Motor Chart - Vol vs Surface Area

Motor Chart - Vol vs Surface Area

This is a chart of stator volume vs surface area. The stator volume calculation does not take the bearing space into account. Some motors of the same size have larger bearings than others and this could lead to reduced thermal dissipation or otherwise varied performance. Usually larger bearings are preferred but often make no difference (specifically in the case of 5" prop motors and 9 vs 10mm bearings, even durability)

This chart is best used to compare motor sizes to one another and does not represent any information about any specific motor(s). Generally motors with a greater surface area to volume ratio tend to have improved heat dissipation properties whereas those with a lower ratio tend to have taller magnets, more power and less heat management potential. Kv and expected power output throws a wrench into this as do super wide motors like gimbal motors. Fixed wing/constant on motors are NOT represented here.

General things presented in this chart:

I have personally labeled the prop size zones along with green size transition zones. By doing this, you can almost make out a 'golden proportion' of sorts but nothing has been confirmed. Just a notion and interesting to point out.

The blue line is arbitrarily extrapolated over a series of motor sizes that are characterized by having some degree of improved low RPM flight feel. The true relationship is unlikely to be linear and this line is mostly accurate within the 5" prop range. Motors on or above this line have improved heat dissipation abilities.

The orange line represents motors that have more power, more response, more high throttle control and also have a higher chance of overheating. These motors tend to have taller magnets.

HEAT KILLS MAGNETS AND IS BAD. Motor heat can substantially change the way your craft flies. You may tune it for a cool or med temp motor but when it gets hot, it'll fly much worse.

Larger motors with physical advantages such as larger stator and magnets tend to have better flight feel than small motors with high Kv values even if the two motors produce the same overall power. The smaller motor will usually have better average efficiency.

IMO the magnets are the single most important aspect of motors today. The issue is that we only have so much space to work with. Taller stators allow for taller magnets which is a plus but then driving that stator to the sky high RPM's under load that we do causes them to overheat. Similarly, magnet thicknesses start to have diminishing returns and increase weight a lot past ~1.6mm thick.


I've personally tested just about every motor on this chart. I've even tested 2x motors vs 1 big motor keeping the prop size the same such that the two smaller motors have the same overall weight but improvements in other metrics. The complexity wasn't worth the benefits which there were little to none. Please draw your own conclusions.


• About this task
When counting, include every line of the data that holds "arrowhead", then state the total alone.

=== Section Start ===

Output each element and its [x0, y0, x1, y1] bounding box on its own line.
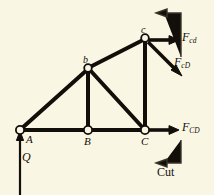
cut-label: Cut	[157, 166, 174, 178]
force-label-FCD: FCD	[182, 121, 200, 134]
member-b-C	[89, 69, 144, 129]
node-label-C: C	[141, 136, 148, 147]
force-label-FCD-subscript: CD	[189, 126, 199, 135]
force-label-Q: Q	[22, 151, 31, 163]
force-label-FcD: FcD	[174, 56, 190, 69]
truss-members	[20, 39, 145, 130]
node-marker-A	[16, 126, 24, 134]
node-marker-b	[84, 64, 92, 72]
member-b-c	[88, 39, 145, 68]
force-FCD-arrowhead	[169, 126, 179, 135]
node-label-B: B	[84, 136, 91, 147]
force-label-FcD-subscript: cD	[181, 61, 190, 70]
node-label-b: b	[83, 55, 88, 65]
node-marker-C	[141, 126, 149, 134]
force-label-Q-base: Q	[22, 150, 31, 164]
cut-line-top-arrowhead	[156, 9, 167, 17]
force-label-Fcd: Fcd	[182, 31, 196, 44]
node-marker-c	[141, 34, 149, 42]
node-marker-B	[84, 126, 92, 134]
force-FcD-shaft	[148, 42, 175, 69]
force-label-Fcd-subscript: cd	[189, 36, 196, 45]
member-A-b	[21, 69, 88, 129]
node-label-c: c	[141, 25, 145, 35]
cut-indicators	[156, 9, 181, 167]
cut-line-top-elbow	[164, 13, 181, 57]
node-label-A: A	[26, 134, 33, 145]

=== Section End ===

• Written response
2